Speaking on Golf Channel on Nov. 28, Johnson, interviewed alongside Tiger Woods, was asked his thoughts on potentially bifurcating golf equipment rules and rolling back golf ball distance for professionals. Woods, who answered Todd Lewis' question first, reiterated his support for a rollback. Johnson didn't come out exactly the same as Woods on the topic. Rather, he wants to see a ball which gives him back some advantage for being a distance-oriented player.

Building on Woods' analogy of baseball using the bat to delineate pros from amateurs, Johnson picked up on his point.

"I don't mind seeing every other professional sport; they play with one ball.

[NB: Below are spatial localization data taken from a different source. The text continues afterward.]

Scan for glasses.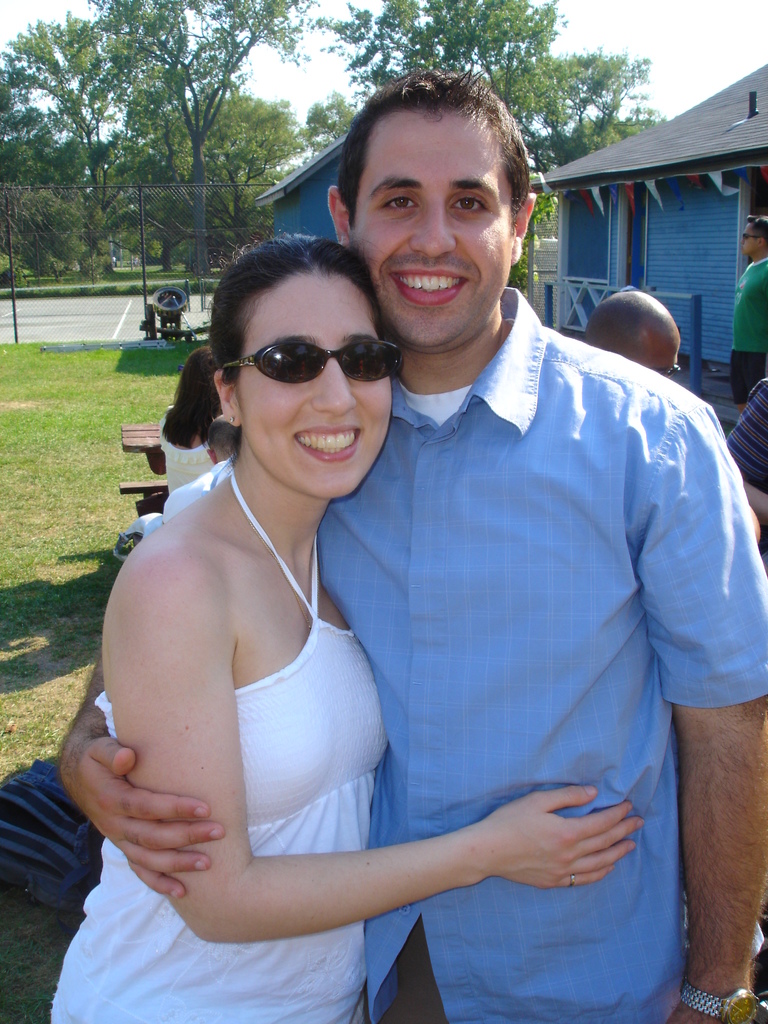
Scan result: bbox(228, 344, 405, 380).
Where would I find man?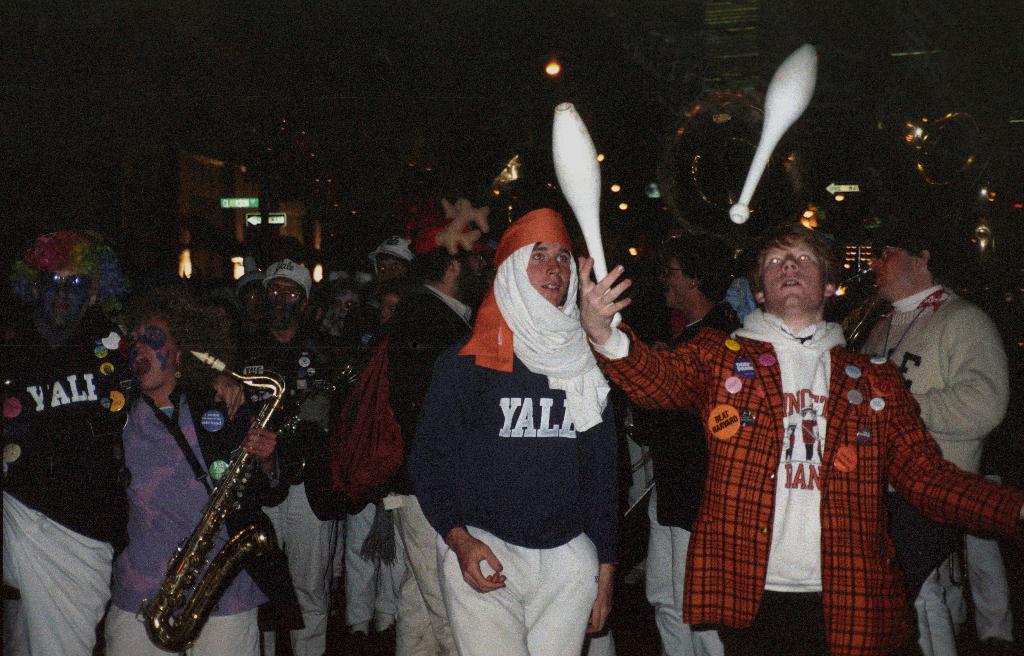
At (405,204,627,655).
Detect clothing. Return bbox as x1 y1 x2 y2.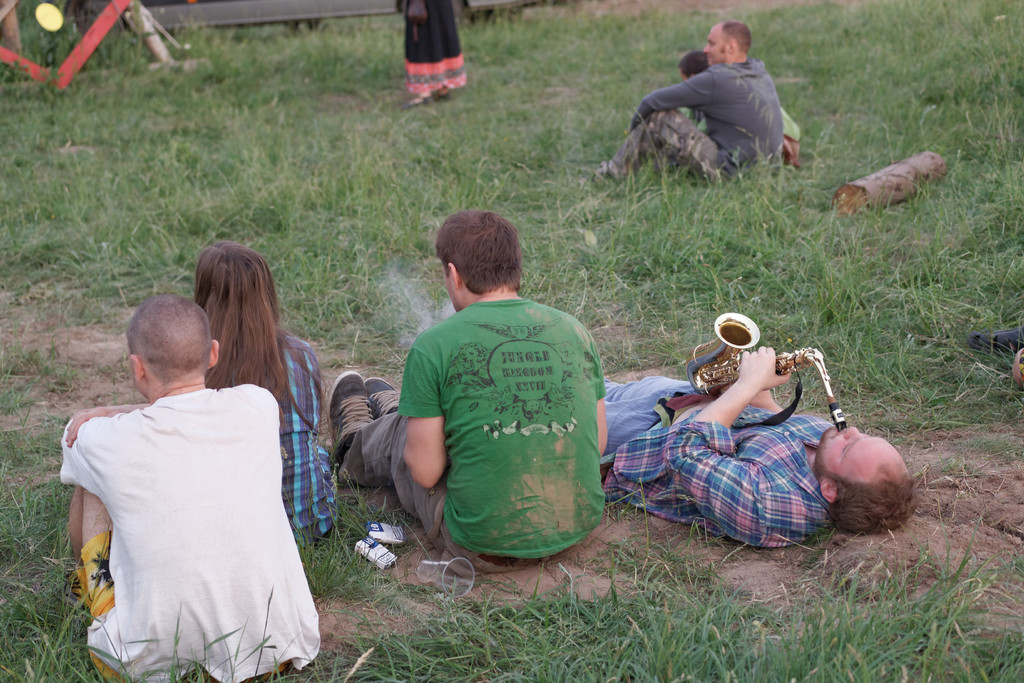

All the pros play with the same ball," Johnson said. "The guys that are bigger and stronger can hit the baseball a whole lot further than smaller guys."

Johnson mentioned the growing spin gap -- the difference between driver spin and wedge spin -- in modern golf balls is the main factor equalizing more players.

"The golf ball right now goes a long way," he said. "It doesn't spin near as much as it used to." He added, "I think with the ball and the equipment, the gap between guys who swing really hard and guys who don't, it's not very much. I feel there should be some advantage for guys who work on hitting it far and getting that speed that's needed. So having a ball, like that same ball that everyone plays, you're going to have more of an advantage."

Let's look at the numbers.

While the PGA Tour's official driving distance stat is not a perfect measure of actual top-end driving distance, we can at least use it as a proxy to explain distance gaps between heavy hitters and shorter pros. If we compare the leading driver on the PGA Tour against the 80th-ranked and 150th-ranked drivers on the Tour in five-year gaps going back to 1992, we see a slightly smaller percentage difference in 2017 compared to prior years (1997 seems an outlier) at the comparison between No. 1 and No. 80. The gap between No. 1 and No. 150 appears about the same in percentage terms.

However, we also have to note that longer players are hitting fewer drivers now than in other eras. We also don't have the swing speed makeup of players on the PGA Tour in all of these eras, which would most likely inform Johnson's point of view.

That said, for the world No. 1 to suggest the modern ball negatively affects the faster-and-stronger player seems to suggest his view that the modern ball is bad for pro golf.

About the author

Ryan Ballengee

Ryan Ballengee is the founder, owner and operator of Golf News Net.